How does a busy household reduce their waste?


Surely it takes a lot of time, motivation and energy to commit to a reduced waste lifestyle? You have to change your shopping habits, take time selecting things carefully, cook everything from scratch and then there is all the washing and sorting of recycling.
it’s such a hassle and it’s the last thing you want to be thinking about after a busy day at work and fractious bedtime routine with the kids.
Or is it…….
I caught up with another Gloucestershire resident at the end of zero waste week.

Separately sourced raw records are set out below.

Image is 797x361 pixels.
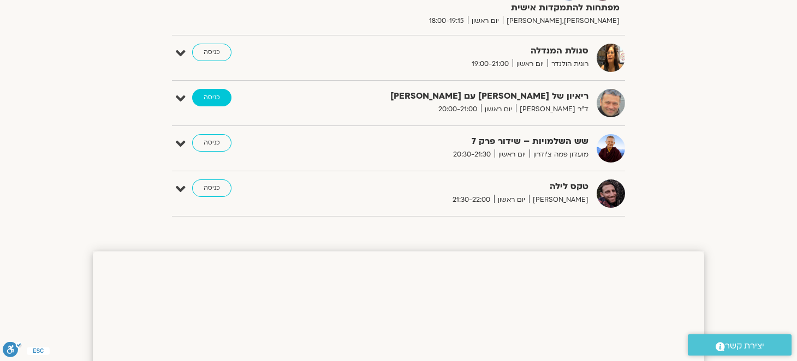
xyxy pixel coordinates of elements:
[192,89,231,106] a: כניסה
[513,58,548,70] span: יום ראשון
[725,339,764,354] span: יצירת קשר
[468,15,503,27] span: יום ראשון
[321,134,588,149] strong: שש השלמויות – שידור פרק 7
[481,104,516,115] span: יום ראשון
[548,58,588,70] span: רונית הולנדר
[529,194,588,206] span: [PERSON_NAME]
[352,1,620,15] strong: מפתחות להתמקדות אישית
[192,180,231,197] a: כניסה
[494,194,529,206] span: יום ראשון
[468,58,513,70] span: 19:00-21:00
[192,44,231,61] a: כניסה
[503,15,620,27] span: [PERSON_NAME],[PERSON_NAME]
[688,335,792,356] a: יצירת קשר
[425,15,468,27] span: 18:00-19:15
[192,134,231,152] a: כניסה
[435,104,481,115] span: 20:00-21:00
[530,149,588,160] span: מועדון פמה צ'ודרון
[449,149,495,160] span: 20:30-21:30
[321,44,588,58] strong: סגולת המנדלה
[321,89,588,104] strong: ריאיון של [PERSON_NAME] עם [PERSON_NAME]
[321,180,588,194] strong: טקס לילה
[495,149,530,160] span: יום ראשון
[516,104,588,115] span: ד"ר [PERSON_NAME]
[449,194,494,206] span: 21:30-22:00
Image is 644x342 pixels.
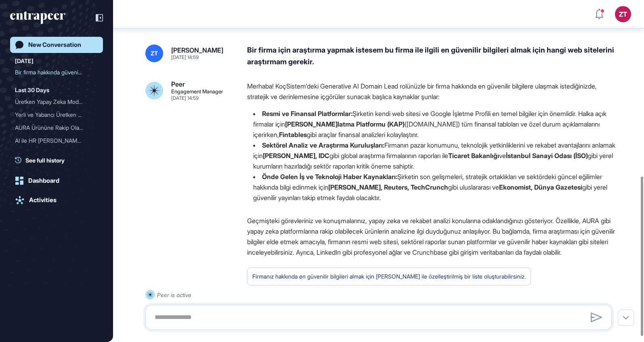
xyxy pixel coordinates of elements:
[171,96,199,101] div: [DATE] 14:59
[15,156,103,165] a: See full history
[247,216,618,257] p: Geçmişteki görevleriniz ve konuşmalarınız, yapay zeka ve rekabet analizi konularına odaklandığını...
[247,140,618,171] li: Firmanın pazar konumunu, teknolojik yetkinliklerini ve rekabet avantajlarını anlamak için gibi gl...
[10,192,103,208] a: Activities
[25,156,65,165] span: See full history
[615,6,631,22] button: ZT
[328,183,448,191] strong: [PERSON_NAME], Reuters, TechCrunch
[262,172,397,181] strong: Önde Gelen İş ve Teknoloji Haber Kaynakları:
[10,11,65,24] div: entrapeer-logo
[15,121,92,134] div: AURA Ürününe Rakip Olabil...
[448,152,499,160] strong: Ticaret Bakanlığı
[262,109,353,118] strong: Resmi ve Finansal Platformlar:
[15,66,98,79] div: Bir firma hakkında güvenilir bilgi alabileceğin web siteleri
[247,108,618,140] li: Şirketin kendi web sitesi ve Google İşletme Profili en temel bilgiler için önemlidir. Halka açık ...
[15,108,98,121] div: Yerli ve Yabancı Üretken Yapay Zeka Test Platformları ve Özellikleri
[15,86,49,95] div: Last 30 Days
[285,120,405,128] strong: [PERSON_NAME]latma Platformu (KAP)
[15,96,98,108] div: Üretken Yapay Zeka Modelleri için Test ve Değerlendirme Platformlarına Rakip Ürünler
[151,50,158,57] span: ZT
[171,55,199,60] div: [DATE] 14:59
[10,37,103,53] a: New Conversation
[15,108,92,121] div: Yerli ve Yabancı Üretken ...
[247,81,618,102] p: Merhaba! KoçSistem'deki Generative AI Domain Lead rolünüzle bir firma hakkında en güvenilir bilgi...
[253,271,526,282] div: Firmanız hakkında en güvenilir bilgileri almak için [PERSON_NAME] ile özelleştirilmiş bir liste o...
[15,66,92,79] div: Bir firma hakkında güveni...
[15,96,92,108] div: Üretken Yapay Zeka Modell...
[15,134,92,147] div: AI ile HR [PERSON_NAME], [GEOGRAPHIC_DATA]...
[171,47,223,53] div: [PERSON_NAME]
[15,134,98,147] div: AI ile HR İşe Alım, Mülakat ve CV İnceleme Ürünleri Araştırması
[279,131,307,139] strong: Fintables
[28,177,59,184] div: Dashboard
[262,141,384,149] strong: Sektörel Analiz ve Araştırma Kuruluşları:
[15,56,34,66] div: [DATE]
[157,290,192,300] div: Peer is active
[247,171,618,203] li: Şirketin son gelişmeleri, stratejik ortaklıkları ve sektördeki güncel eğilimler hakkında bilgi ed...
[247,45,618,68] div: Bir firma için araştırma yapmak istesem bu firma ile ilgili en güvenilir bilgileri almak için han...
[499,183,582,191] strong: Ekonomist, Dünya Gazetesi
[29,196,56,204] div: Activities
[171,89,223,94] div: Engagement Manager
[506,152,588,160] strong: İstanbul Sanayi Odası (İSO)
[10,172,103,189] a: Dashboard
[15,121,98,134] div: AURA Ürününe Rakip Olabilecek Yerli ve Yabancı Ürünler ile Ürün Özellikleri Raporu
[171,81,185,87] div: Peer
[28,41,81,49] div: New Conversation
[263,152,329,160] strong: [PERSON_NAME], IDC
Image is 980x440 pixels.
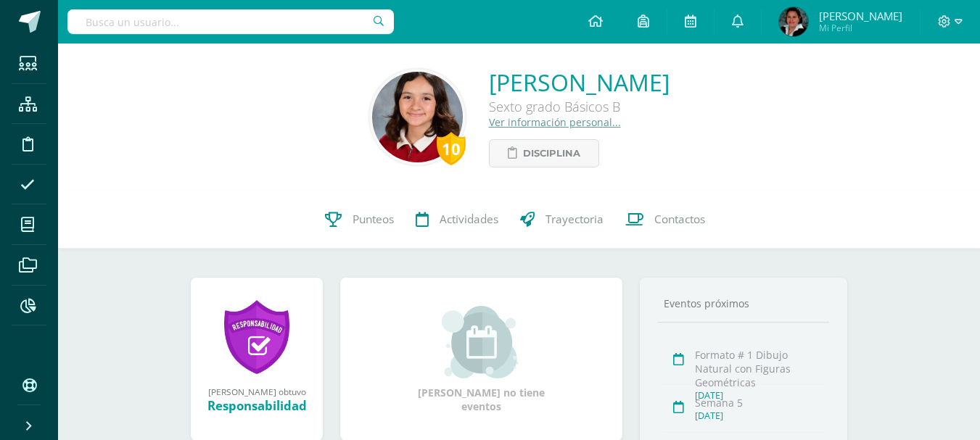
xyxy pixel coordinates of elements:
[819,22,902,34] span: Mi Perfil
[489,66,670,98] a: [PERSON_NAME]
[67,10,394,34] input: Busca un usuario...
[510,190,614,249] a: Trayectoria
[546,212,603,227] span: Trayectoria
[654,212,705,227] span: Contactos
[206,398,308,414] div: Responsabilidad
[437,132,466,166] div: 10
[614,190,716,249] a: Contactos
[440,212,498,227] span: Actividades
[489,115,621,129] a: Ver información personal...
[489,98,670,115] div: Sexto grado Básicos B
[442,306,521,378] img: event_small.png
[658,297,829,310] div: Eventos próximos
[489,139,599,167] a: Disciplina
[523,140,580,167] span: Disciplina
[695,348,825,390] div: Formato # 1 Dibujo Natural con Figuras Geométricas
[819,9,902,23] span: [PERSON_NAME]
[405,190,510,249] a: Actividades
[314,190,405,249] a: Punteos
[695,396,825,410] div: Semana 5
[779,7,808,36] img: c5e15b6d1c97cfcc5e091a47d8fce03b.png
[409,306,554,414] div: [PERSON_NAME] no tiene eventos
[695,410,825,422] div: [DATE]
[206,386,308,398] div: [PERSON_NAME] obtuvo
[372,72,463,162] img: d5e1a8a53a43ef8f3b66961d49a3fcec.png
[353,212,394,227] span: Punteos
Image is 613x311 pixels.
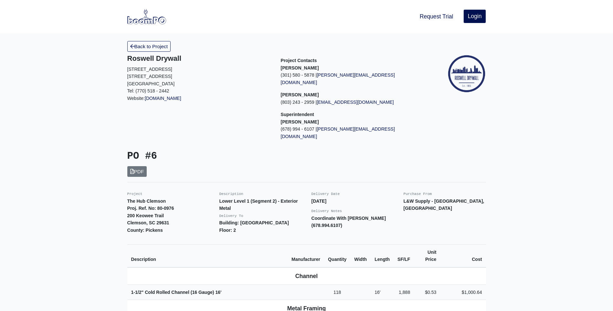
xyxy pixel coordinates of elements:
[295,273,318,279] b: Channel
[127,73,271,80] p: [STREET_ADDRESS]
[281,126,395,139] a: [PERSON_NAME][EMAIL_ADDRESS][DOMAIN_NAME]
[440,284,485,300] td: $1,000.64
[393,284,414,300] td: 1,888
[127,227,163,233] strong: County: Pickens
[127,9,166,24] img: boomPO
[281,58,317,63] span: Project Contacts
[127,41,171,52] a: Back to Project
[219,214,243,218] small: Delivery To
[417,9,456,24] a: Request Trial
[403,192,432,196] small: Purchase From
[324,284,350,300] td: 118
[127,220,169,225] strong: Clemson, SC 29631
[317,99,394,105] a: [EMAIL_ADDRESS][DOMAIN_NAME]
[281,65,319,70] strong: [PERSON_NAME]
[219,198,298,211] strong: Lower Level 1 (Segment 2) - Exterior Metal
[281,72,395,85] a: [PERSON_NAME][EMAIL_ADDRESS][DOMAIN_NAME]
[463,9,485,23] a: Login
[127,80,271,88] p: [GEOGRAPHIC_DATA]
[414,244,440,267] th: Unit Price
[219,192,243,196] small: Description
[281,125,424,140] p: (678) 994 - 6107 |
[281,92,319,97] strong: [PERSON_NAME]
[145,96,181,101] a: [DOMAIN_NAME]
[281,119,319,124] strong: [PERSON_NAME]
[311,198,327,203] strong: [DATE]
[127,54,271,102] div: Website:
[311,209,342,213] small: Delivery Notes
[127,198,166,203] strong: The Hub Clemson
[393,244,414,267] th: SF/LF
[219,227,236,233] strong: Floor: 2
[350,244,370,267] th: Width
[127,166,147,177] a: PDF
[127,66,271,73] p: [STREET_ADDRESS]
[440,244,485,267] th: Cost
[281,99,424,106] p: (803) 243 - 2959 |
[311,215,386,228] strong: Coordinate With [PERSON_NAME] (678.994.6107)
[324,244,350,267] th: Quantity
[281,112,314,117] span: Superintendent
[311,192,340,196] small: Delivery Date
[127,87,271,95] p: Tel: (770) 518 - 2442
[215,289,221,295] span: 16'
[370,244,393,267] th: Length
[127,244,287,267] th: Description
[127,192,142,196] small: Project
[127,213,164,218] strong: 200 Keowee Trail
[374,289,380,295] span: 16'
[127,150,302,162] h3: PO #6
[281,71,424,86] p: (301) 580 - 5878 |
[287,244,324,267] th: Manufacturer
[131,289,222,295] strong: 1-1/2" Cold Rolled Channel (16 Gauge)
[414,284,440,300] td: $0.53
[403,197,486,212] p: L&W Supply - [GEOGRAPHIC_DATA], [GEOGRAPHIC_DATA]
[219,220,289,225] strong: Building: [GEOGRAPHIC_DATA]
[127,205,174,211] strong: Proj. Ref. No: 80-0976
[127,54,271,63] h5: Roswell Drywall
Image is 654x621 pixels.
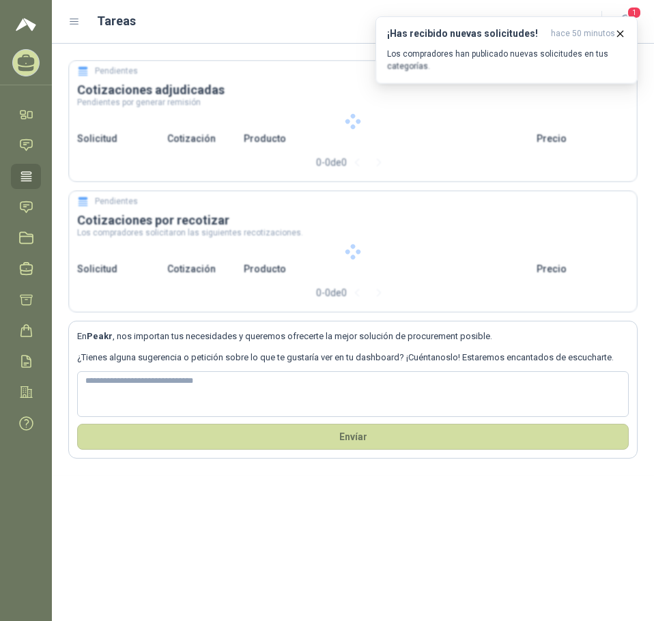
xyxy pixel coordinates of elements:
span: hace 50 minutos [551,28,615,40]
h1: Tareas [97,12,136,31]
p: En , nos importan tus necesidades y queremos ofrecerte la mejor solución de procurement posible. [77,330,628,343]
p: Los compradores han publicado nuevas solicitudes en tus categorías. [387,48,626,72]
span: 1 [626,6,641,19]
img: Logo peakr [16,16,36,33]
button: Envíar [77,424,628,450]
p: ¿Tienes alguna sugerencia o petición sobre lo que te gustaría ver en tu dashboard? ¡Cuéntanoslo! ... [77,351,628,364]
button: ¡Has recibido nuevas solicitudes!hace 50 minutos Los compradores han publicado nuevas solicitudes... [375,16,637,84]
b: Peakr [87,331,113,341]
button: 1 [613,10,637,34]
h3: ¡Has recibido nuevas solicitudes! [387,28,545,40]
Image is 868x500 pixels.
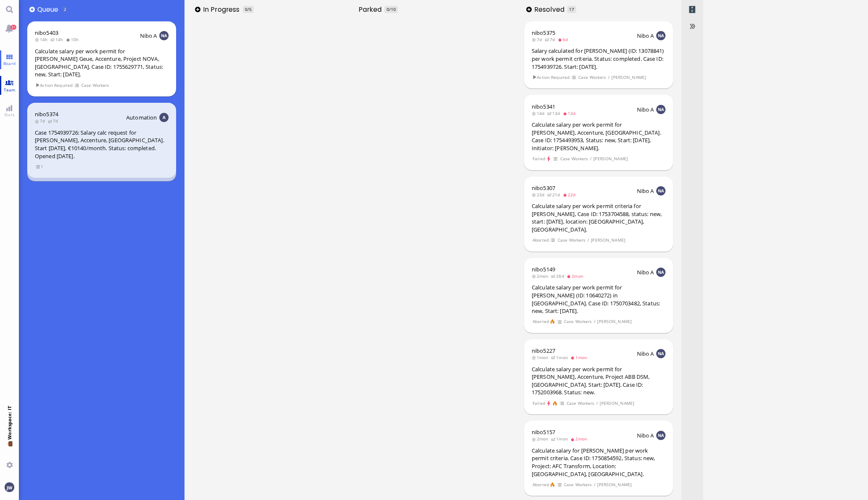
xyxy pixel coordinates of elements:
[531,366,666,397] div: Calculate salary per work permit for [PERSON_NAME], Accenture, Project ABB DSM, [GEOGRAPHIC_DATA]...
[593,318,596,325] span: /
[35,47,168,78] div: Calculate salary per work permit for [PERSON_NAME] Geue, Accenture, Project NOVA, [GEOGRAPHIC_DAT...
[11,25,16,30] span: 31
[563,318,592,325] span: Case Workers
[547,110,562,116] span: 13d
[600,400,635,407] span: [PERSON_NAME]
[656,349,666,359] img: NA
[597,318,632,325] span: [PERSON_NAME]
[547,192,562,198] span: 21d
[688,5,696,14] span: Archived
[562,110,578,116] span: 13d
[587,237,590,244] span: /
[35,110,58,118] a: nibo5374
[81,82,109,89] span: Case Workers
[2,87,18,92] span: Team
[531,110,547,116] span: 14d
[558,36,571,43] span: 6d
[195,7,200,12] button: Add
[578,74,607,81] span: Case Workers
[531,347,555,355] a: nibo5227
[534,5,567,14] span: Resolved
[66,36,81,43] span: 10h
[590,155,592,162] span: /
[389,6,396,12] span: /10
[531,266,555,273] a: nibo5149
[35,82,73,89] span: Action Required
[563,481,592,488] span: Case Workers
[637,106,654,113] span: Nibo A
[531,429,555,436] a: nibo5157
[656,105,666,114] img: NA
[566,400,594,407] span: Case Workers
[596,400,598,407] span: /
[2,61,18,66] span: Board
[532,74,570,81] span: Action Required
[64,6,66,12] span: 2
[6,439,12,459] span: 💼 Workspace: IT
[551,273,566,279] span: 28d
[5,483,14,492] img: You
[386,6,389,12] span: 0
[37,5,61,14] span: Queue
[570,436,590,442] span: 2mon
[140,32,157,40] span: Nibo A
[48,118,61,123] span: 7d
[560,155,588,162] span: Case Workers
[551,436,570,442] span: 1mon
[531,102,555,110] a: nibo5341
[656,268,666,277] img: NA
[35,29,58,36] a: nibo5403
[637,32,654,40] span: Nibo A
[531,273,551,279] span: 2mon
[159,31,168,40] img: NA
[532,400,545,407] span: Failed
[566,273,586,279] span: 2mon
[637,350,654,358] span: Nibo A
[637,432,654,439] span: Nibo A
[245,6,247,12] span: 0
[531,29,555,36] a: nibo5375
[531,203,666,234] div: Calculate salary per work permit criteria for [PERSON_NAME], Case ID: 1753704588, status: new, st...
[656,186,666,196] img: NA
[531,184,555,192] a: nibo5307
[607,74,610,81] span: /
[35,163,43,170] span: view 1 items
[50,36,66,43] span: 14h
[247,6,251,12] span: /5
[29,7,35,12] button: Add
[531,436,551,442] span: 2mon
[531,283,666,314] div: Calculate salary per work permit for [PERSON_NAME] (ID: 10640272) in [GEOGRAPHIC_DATA]. Case ID: ...
[656,431,666,440] img: NA
[358,5,385,14] span: Parked
[551,355,570,360] span: 1mon
[532,237,549,244] span: Aborted
[597,481,632,488] span: [PERSON_NAME]
[531,355,551,360] span: 1mon
[531,192,547,198] span: 23d
[637,269,654,276] span: Nibo A
[593,155,628,162] span: [PERSON_NAME]
[35,36,50,43] span: 14h
[637,187,654,195] span: Nibo A
[126,113,157,121] span: Automation
[569,6,574,12] span: 17
[557,237,586,244] span: Case Workers
[531,36,545,43] span: 7d
[545,36,558,43] span: 7d
[531,121,666,152] div: Calculate salary per work permit for [PERSON_NAME], Accenture, [GEOGRAPHIC_DATA]. Case ID: 175449...
[591,237,625,244] span: [PERSON_NAME]
[35,118,48,123] span: 7d
[562,192,578,198] span: 22d
[532,318,549,325] span: Aborted
[532,481,549,488] span: Aborted
[35,129,168,160] div: Case 1754939726: Salary calc request for [PERSON_NAME], Accenture, [GEOGRAPHIC_DATA]. Start [DATE...
[526,7,531,12] button: Add
[532,155,545,162] span: Failed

Tracy Millard lives with her husband, two children (8 and 10), their dog and two cats.
MZW: tell us a little bit about your lifestyle.
TM: My husband works full time on night shifts and I work 25 hours per week while the children are at school. We are a busy household; in between work there are school runs, out of school clubs, running the house and dog walking to do! In addition, my husband works shifts, so we don’t get much time together.
MZW: why did you sign up for the challenge?
TM: I wanted to support the campaign and increase awareness of what working families could achieve. I wanted to see if we could reduce our rubbish as a family.
MZW: What sort of level of interest did you get from your family?
TM: A few months ago, my family felt that they did enough and didn’t need to do more. But in the run up to zero waste week the children were asking about the challenge and were showing more interest. My husband sort of understands the reasons why we should reduce rubbish, but doesn’t embrace it entirely. I hoped that my kids would grow up with a better awareness because of reducing our rubbish during the week.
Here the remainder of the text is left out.